‘Innerspeaker’: Tame Impala’s Audacious Psych-Rock Debut
On their ambitious 2010 debut ‘Innerspeaker,’ Tame Impala brought the classic sounds of 60s psychedelic rock back to the mainstream.
Psychedelic rock bands love recursion. From the album cover of Pink Floyd’s Ummagumma to Tame Impala’s debut record Innerspeaker, there’s just something about the illusion of infinitely recurring images. Perhaps it’s the parallel to drug-induced visuals, or the way they seem to invoke the infinity of the cosmos. In either case, psychedelic rock – along with its descendant genres like prog rock – have always had a synesthetic spirit and an affinity for the visual arts.
Listen to Tame Impala’s Innerspeaker on Apple Music and Spotify.
Kevin Parker, the studio whiz behind Tame Impala, was particularly concerned with color: “I think it’s pretty important that you have the right image for people to associate with the sound…With the Innerspeaker cover, we worked with a graphic artist for a long time to get the right shapes and colors.”
Parker, like many artists who’ve explored the psychedelic sounds tied to the 60s counterculture movement of peace, love, and drugs, was interested in the ways different art forms – and aspects of our perception – interact.
Cosmic aspirations
The culture around psychedelia has led many contemporary musicians to either avoid psychedelia altogether or resort to conservative revivalism. Psychedelic music, which strove to evoke the visual through sound and capture the spirituality of outer space, had arrived at a point where much of it was markedly unambitious.
Ever since it began, psychedelic music has gone in and out of the mainstream in waves. Around the time of Innerspeaker’s release on May 21, 2010, though, there were only a few forward-thinking torch-bearers to speak of: The Flaming Lips often refracted psychedelia through the lens of pop, and Sweden’s Dungen vivified the psych-rock sound by pulling from a range of other genres such as garage rock and folk.
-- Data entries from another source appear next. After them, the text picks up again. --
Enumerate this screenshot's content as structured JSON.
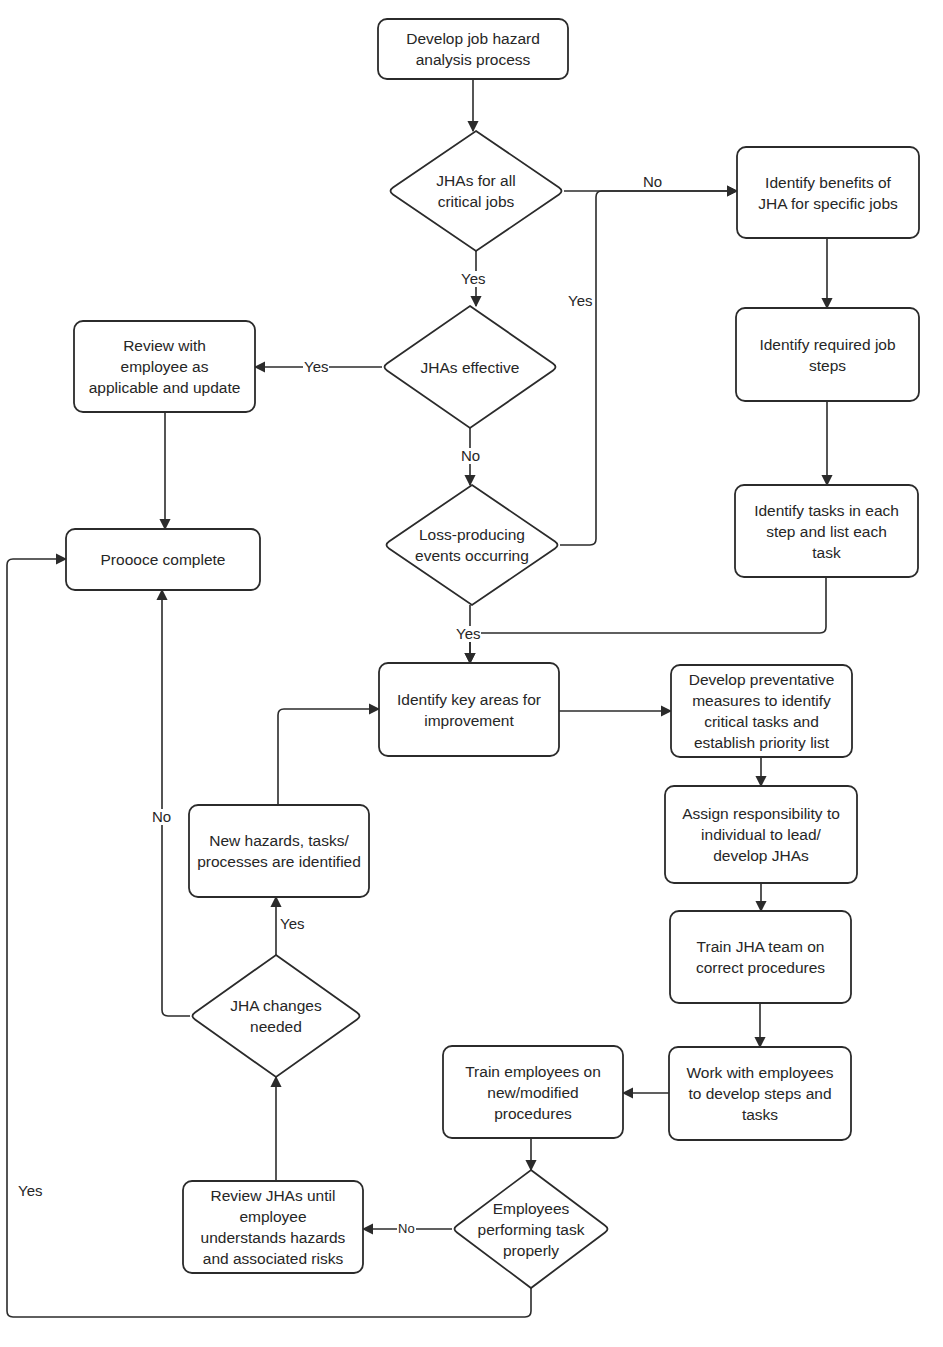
{
  "diagram": {
    "type": "flowchart",
    "colors": {
      "background": "#ffffff",
      "stroke": "#2b2b2b",
      "text": "#262626"
    },
    "nodes": [
      {
        "id": "start",
        "shape": "rounded-rect",
        "text": "Develop job hazard\nanalysis process",
        "x": 378,
        "y": 19,
        "w": 190,
        "h": 60
      },
      {
        "id": "d_critical",
        "shape": "diamond",
        "text": "JHAs for all\ncritical jobs",
        "x": 388,
        "y": 131,
        "w": 176,
        "h": 120
      },
      {
        "id": "benefits",
        "shape": "rounded-rect",
        "text": "Identify benefits of\nJHA for specific jobs",
        "x": 737,
        "y": 147,
        "w": 182,
        "h": 91
      },
      {
        "id": "d_effective",
        "shape": "diamond",
        "text": "JHAs effective",
        "x": 382,
        "y": 306,
        "w": 176,
        "h": 122
      },
      {
        "id": "review_update",
        "shape": "rounded-rect",
        "text": "Review with\nemployee as\napplicable and update",
        "x": 74,
        "y": 321,
        "w": 181,
        "h": 91
      },
      {
        "id": "job_steps",
        "shape": "rounded-rect",
        "text": "Identify required job\nsteps",
        "x": 736,
        "y": 308,
        "w": 183,
        "h": 93
      },
      {
        "id": "d_loss",
        "shape": "diamond",
        "text": "Loss-producing\nevents occurring",
        "x": 384,
        "y": 485,
        "w": 176,
        "h": 120
      },
      {
        "id": "tasks",
        "shape": "rounded-rect",
        "text": "Identify tasks in each\nstep and list each\ntask",
        "x": 735,
        "y": 485,
        "w": 183,
        "h": 92
      },
      {
        "id": "complete",
        "shape": "rounded-rect",
        "text": "Proooce complete",
        "x": 66,
        "y": 529,
        "w": 194,
        "h": 61
      },
      {
        "id": "key_areas",
        "shape": "rounded-rect",
        "text": "Identify key areas for\nimprovement",
        "x": 379,
        "y": 663,
        "w": 180,
        "h": 93
      },
      {
        "id": "preventative",
        "shape": "rounded-rect",
        "text": "Develop preventative\nmeasures to identify\ncritical tasks and\nestablish priority list",
        "x": 671,
        "y": 665,
        "w": 181,
        "h": 92
      },
      {
        "id": "assign",
        "shape": "rounded-rect",
        "text": "Assign responsibility to\nindividual to lead/\ndevelop JHAs",
        "x": 665,
        "y": 786,
        "w": 192,
        "h": 97
      },
      {
        "id": "new_hazards",
        "shape": "rounded-rect",
        "text": "New hazards, tasks/\nprocesses are identified",
        "x": 189,
        "y": 805,
        "w": 180,
        "h": 92
      },
      {
        "id": "train_team",
        "shape": "rounded-rect",
        "text": "Train JHA team on\ncorrect procedures",
        "x": 670,
        "y": 911,
        "w": 181,
        "h": 92
      },
      {
        "id": "d_changes",
        "shape": "diamond",
        "text": "JHA changes\nneeded",
        "x": 190,
        "y": 955,
        "w": 172,
        "h": 122
      },
      {
        "id": "train_employees",
        "shape": "rounded-rect",
        "text": "Train employees on\nnew/modified\nprocedures",
        "x": 443,
        "y": 1046,
        "w": 180,
        "h": 92
      },
      {
        "id": "work_with",
        "shape": "rounded-rect",
        "text": "Work with employees\nto develop steps and\ntasks",
        "x": 669,
        "y": 1047,
        "w": 182,
        "h": 93
      },
      {
        "id": "review_jhas",
        "shape": "rounded-rect",
        "text": "Review JHAs until\nemployee\nunderstands hazards\nand associated risks",
        "x": 183,
        "y": 1181,
        "w": 180,
        "h": 92
      },
      {
        "id": "d_performing",
        "shape": "diamond",
        "text": "Employees\nperforming task\nproperly",
        "x": 452,
        "y": 1170,
        "w": 158,
        "h": 118
      }
    ],
    "edges": [
      {
        "from": "start",
        "to": "d_critical",
        "label": "",
        "points": [
          [
            473,
            79
          ],
          [
            473,
            131
          ]
        ]
      },
      {
        "from": "d_critical",
        "to": "benefits",
        "label": "No",
        "points": [
          [
            564,
            191
          ],
          [
            737,
            191
          ]
        ]
      },
      {
        "from": "d_critical",
        "to": "d_effective",
        "label": "Yes",
        "points": [
          [
            476,
            251
          ],
          [
            476,
            306
          ]
        ]
      },
      {
        "from": "d_loss",
        "to": "benefits",
        "label": "Yes",
        "points": [
          [
            560,
            545
          ],
          [
            596,
            545
          ],
          [
            596,
            191
          ],
          [
            737,
            191
          ]
        ]
      },
      {
        "from": "benefits",
        "to": "job_steps",
        "label": "",
        "points": [
          [
            827,
            238
          ],
          [
            827,
            308
          ]
        ]
      },
      {
        "from": "job_steps",
        "to": "tasks",
        "label": "",
        "points": [
          [
            827,
            401
          ],
          [
            827,
            485
          ]
        ]
      },
      {
        "from": "d_effective",
        "to": "review_update",
        "label": "Yes",
        "points": [
          [
            382,
            367
          ],
          [
            255,
            367
          ]
        ]
      },
      {
        "from": "d_effective",
        "to": "d_loss",
        "label": "No",
        "points": [
          [
            470,
            428
          ],
          [
            470,
            485
          ]
        ]
      },
      {
        "from": "review_update",
        "to": "complete",
        "label": "",
        "points": [
          [
            165,
            412
          ],
          [
            165,
            529
          ]
        ]
      },
      {
        "from": "tasks",
        "to": "key_areas",
        "label": "",
        "points": [
          [
            826,
            577
          ],
          [
            826,
            633
          ],
          [
            470,
            633
          ],
          [
            470,
            663
          ]
        ]
      },
      {
        "from": "d_loss",
        "to": "key_areas",
        "label": "Yes",
        "points": [
          [
            470,
            605
          ],
          [
            470,
            663
          ]
        ]
      },
      {
        "from": "key_areas",
        "to": "preventative",
        "label": "",
        "points": [
          [
            559,
            711
          ],
          [
            671,
            711
          ]
        ]
      },
      {
        "from": "preventative",
        "to": "assign",
        "label": "",
        "points": [
          [
            761,
            757
          ],
          [
            761,
            786
          ]
        ]
      },
      {
        "from": "assign",
        "to": "train_team",
        "label": "",
        "points": [
          [
            761,
            883
          ],
          [
            761,
            911
          ]
        ]
      },
      {
        "from": "train_team",
        "to": "work_with",
        "label": "",
        "points": [
          [
            760,
            1003
          ],
          [
            760,
            1047
          ]
        ]
      },
      {
        "from": "work_with",
        "to": "train_employees",
        "label": "",
        "points": [
          [
            669,
            1093
          ],
          [
            623,
            1093
          ]
        ]
      },
      {
        "from": "train_employees",
        "to": "d_performing",
        "label": "",
        "points": [
          [
            531,
            1138
          ],
          [
            531,
            1170
          ]
        ]
      },
      {
        "from": "d_performing",
        "to": "review_jhas",
        "label": "No",
        "points": [
          [
            452,
            1229
          ],
          [
            363,
            1229
          ]
        ]
      },
      {
        "from": "d_performing",
        "to": "complete",
        "label": "Yes",
        "points": [
          [
            531,
            1288
          ],
          [
            531,
            1317
          ],
          [
            7,
            1317
          ],
          [
            7,
            559
          ],
          [
            66,
            559
          ]
        ]
      },
      {
        "from": "review_jhas",
        "to": "d_changes",
        "label": "",
        "points": [
          [
            276,
            1181
          ],
          [
            276,
            1077
          ]
        ]
      },
      {
        "from": "d_changes",
        "to": "new_hazards",
        "label": "Yes",
        "points": [
          [
            276,
            955
          ],
          [
            276,
            897
          ]
        ]
      },
      {
        "from": "d_changes",
        "to": "complete",
        "label": "No",
        "points": [
          [
            190,
            1016
          ],
          [
            162,
            1016
          ],
          [
            162,
            590
          ]
        ]
      },
      {
        "from": "new_hazards",
        "to": "key_areas",
        "label": "",
        "points": [
          [
            278,
            805
          ],
          [
            278,
            709
          ],
          [
            379,
            709
          ]
        ]
      }
    ],
    "edge_labels": [
      {
        "text": "No",
        "x": 642,
        "y": 174,
        "size": "normal"
      },
      {
        "text": "Yes",
        "x": 460,
        "y": 271,
        "size": "normal"
      },
      {
        "text": "Yes",
        "x": 567,
        "y": 293,
        "size": "normal"
      },
      {
        "text": "Yes",
        "x": 303,
        "y": 359,
        "size": "normal"
      },
      {
        "text": "No",
        "x": 460,
        "y": 448,
        "size": "normal"
      },
      {
        "text": "Yes",
        "x": 455,
        "y": 626,
        "size": "normal"
      },
      {
        "text": "No",
        "x": 151,
        "y": 809,
        "size": "normal"
      },
      {
        "text": "Yes",
        "x": 279,
        "y": 916,
        "size": "normal"
      },
      {
        "text": "Yes",
        "x": 17,
        "y": 1183,
        "size": "normal"
      },
      {
        "text": "No",
        "x": 397,
        "y": 1221,
        "size": "small"
      }
    ]
  }
}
It was Tame Impala, arguably more so than any other contemporary band, that managed to take the classic sounds of 60s psychedelic rock and make them sound fresh again.
60s psych-rock roots
Though today they bear an 80s-indebted, disco-influenced sound, favoring synths over guitars, 2010’s Innerspeaker was the moment at which Tame Impala were closest to their 60s psych-rock roots. Kevin Parker came out of the gate on album-opener “It Is Not Meant To Be” with a voice that bore more than a little resemblance to John Lennon.
Littered across this debut are vivid moments which distinguish Tame Impala from a revival act. From the catchy hook of “Desire Be Desire Go” to the rollicking central riff of “Jeremy’s Storm” to Parker’s cascading falsetto on “Expectation.”
Fruitful fixation
The way the band subtly pulls from other genres – from Britpop to jazz – further distinguishes Innerspeaker. The opening riff of “The Bold Arrow of Time” evokes the grimy blues-psych of Muddy Waters and Jimi Hendrix. Yet it’s the production that sets a record like this apart. Innerspeaker is immersive, creating ample washes of sound, but it remains markedly tactile, in a way that subsequent records like Currents and The Slow Rush do not. Listen to how prominent the cymbals are. Or how the grittiness of the guitars makes everything feel grounded.
Like many of the best psychedelic albums, Innerspeaker is a borderline synesthetic experience. That beautiful buzz of synth interspersed with birdcalls, which erupts right in the middle of the closing track ‘I Don’t Really Mind’, breaks from the traditional psych-rock sound, like a splash of paint across a placid landscape. In 2010, Innerspeaker captured the defining elements of psych-rock and made them new again.